Later Robert did get "uproariously drunk" on several occasions; then, swinging to the opposite extreme as was his wont in so many situations, he gave up drinking altogether for a time. Finally, he reports that, while he detested the taste of all drinks except beer, he spent from three to four dollars a month on a regular basis for "wine elixir, alcoholic tonics, beer, and, occasionally, bootleg whiskey. . . . When he drank, hei got terrifically drunk, but between these debauches he seldom touched liquor of any kind."44
The midsummer heat made dust devils dance on the unpaved roads of Cross Plains. Business was slow. Robert decided to take a few days ofl and go to Brownwood to see Clyde Smith and Truett Vinson, who ha( a summer job as a bookkeeper. Bob, whose sensitivity enabled him tc read the intentions and reactions of people he knew from a shadow o: a smile or a flip of a wrist, sensed that his friend Clyde planned to play a trick on him to humiliate him in some way. He was, therefore, preparec when his friend drove him to the home of a young girl and invited hei to go on a short drive with them. As all three of them sat in the fronl seat, the girl suddenly asked: "Why are you afraid of women?" She snuggled close to him, her eyes inviting.

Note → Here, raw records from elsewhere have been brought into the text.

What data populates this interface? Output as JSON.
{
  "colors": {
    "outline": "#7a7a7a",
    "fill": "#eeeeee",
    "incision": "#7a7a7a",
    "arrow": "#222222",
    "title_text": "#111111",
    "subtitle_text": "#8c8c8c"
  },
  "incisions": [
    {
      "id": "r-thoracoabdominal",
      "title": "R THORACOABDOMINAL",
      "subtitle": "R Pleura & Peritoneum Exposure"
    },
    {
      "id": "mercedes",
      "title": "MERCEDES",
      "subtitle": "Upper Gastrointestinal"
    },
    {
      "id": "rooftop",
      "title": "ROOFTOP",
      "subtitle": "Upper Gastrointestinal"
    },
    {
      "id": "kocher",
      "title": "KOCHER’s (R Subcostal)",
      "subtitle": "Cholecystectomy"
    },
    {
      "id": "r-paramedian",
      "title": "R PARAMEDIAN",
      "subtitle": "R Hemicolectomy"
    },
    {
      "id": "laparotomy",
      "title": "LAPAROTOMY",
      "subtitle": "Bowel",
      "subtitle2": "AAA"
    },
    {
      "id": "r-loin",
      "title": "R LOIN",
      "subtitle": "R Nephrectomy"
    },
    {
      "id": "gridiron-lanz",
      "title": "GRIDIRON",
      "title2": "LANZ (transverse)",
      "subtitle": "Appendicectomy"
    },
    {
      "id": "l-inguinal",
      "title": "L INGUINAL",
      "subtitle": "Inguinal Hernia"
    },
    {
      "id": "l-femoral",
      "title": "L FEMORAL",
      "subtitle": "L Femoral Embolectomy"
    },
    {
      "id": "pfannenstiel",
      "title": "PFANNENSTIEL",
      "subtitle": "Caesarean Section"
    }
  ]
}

Bob caught a glimpse of Clyde's half-smile, perceived the trick, and with a sardonic grin kissed the girl. Though appalled at his own temerity —it was the first time he had ever kissed a girl—he was determined not to let his friend embarrass him. Since the girl seemed not to mind and Clyde seemed amused, Bob kept his arm around her throughout the ride and showered her with kisses.

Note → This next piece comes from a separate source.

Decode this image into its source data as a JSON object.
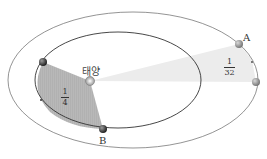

Later Smith and Vinson confessed that they had planned to have the girl bestow endearments on Bob to discomfit him. But he had turned the tables on them. In fact, Clyde's girl found Bob a romantic
figure, and she made this all too plain.
After Robert returned to Cross Plains, letters from Brownwood revealed that his friends thought Bob had taken too many liberties with another fellow's girl. The exchange grew alternately angry and apologetic. While they finally agreed to forget the whole thing, Bob's next visit to Brownwood stirred up more controversy. Bob went with Clyde to the public library to display his extraordinary skill at leafing rapidly through a book and accurately photographing each page on his mind. But then he saw a young woman across the room who resembled the recipient of his first kiss. Brimming with embarrassment and unwilling to meet her, Bob clambered out of a window and dropped to the lawn. Clyde's hilarious laughter brought the librarian on the run, and her disapproving remarks compounded Bob's discomfiture.
Nursing his wounded pride, Robert returned to Cross Plains, got drunk, and discovered the next morning that another oil boom had swept into town. Oil workers and magnates strutted along Main Street. The wells lay under the very buildings; one derrick operated in the front yard of the First Baptist Church. Movable spudders towered up in many backyards.

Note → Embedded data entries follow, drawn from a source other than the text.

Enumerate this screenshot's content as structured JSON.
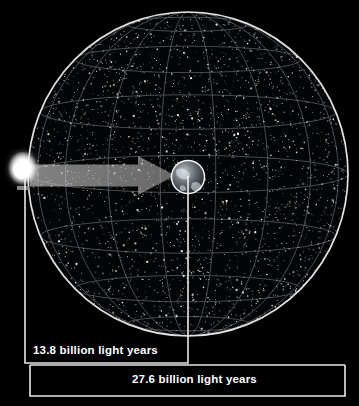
{
  "figure": {
    "background_color": "#000000",
    "title_visible": false
  },
  "chart_data": {
    "type": "diagram",
    "title": "",
    "annotations": [
      {
        "name": "radius",
        "value": 13.8,
        "unit": "billion light years",
        "label": "13.8 billion light years"
      },
      {
        "name": "diameter",
        "value": 27.6,
        "unit": "billion light years",
        "label": "27.6 billion light years"
      }
    ]
  },
  "scene": {
    "sphere": {
      "name": "observable-universe-sphere",
      "center_x": 188,
      "center_y": 174,
      "radius_x": 160,
      "radius_y": 162,
      "outline_color": "#f2f2f2",
      "grid_color": "#9aa0a8",
      "latitude_count": 7,
      "longitude_count": 9,
      "starfield_color": "#ffffff"
    },
    "light_source": {
      "name": "big-bang-light-source",
      "x": 23,
      "y": 173,
      "glow_color": "#ffffff"
    },
    "arrow": {
      "name": "light-travel-arrow",
      "from_x": 30,
      "to_x": 175,
      "y": 175,
      "color": "#b9b9b9"
    },
    "earth": {
      "name": "earth-marker",
      "x": 188,
      "y": 177,
      "radius": 17,
      "outline_color": "#ffffff"
    }
  },
  "measurements": {
    "radius_bracket": {
      "name": "radius-bracket",
      "left_x": 25,
      "right_x": 188,
      "top_y": 175,
      "bottom_y": 363,
      "color": "#f5f5f5"
    },
    "diameter_bracket": {
      "name": "diameter-bracket",
      "left_x": 30,
      "right_x": 345,
      "top_y": 365,
      "bottom_y": 396,
      "color": "#f5f5f5"
    }
  },
  "labels": {
    "radius": "13.8 billion light years",
    "diameter": "27.6 billion light years"
  }
}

Although acquaintances told him here was great material for a story, Robert despised the promoters and swaggering roughnecks and "hated them all too much to write about them."45 The town was jammed; and with his mother still away Robert ate in restaurants and developed indigestion.
He had already given up reporting on oil-field matters, saying quite correctly that he would never make a good reporter, who had to be thick-skinned enough to ask questions of hostile strangers and not react to their indifference with flaming anger. Now he lost his stenographic job. The work load grew heavy as oil leases multiplied, and his employers found a girl who could do the work better and more cheaply—and, we may guess, present less of a personality problem.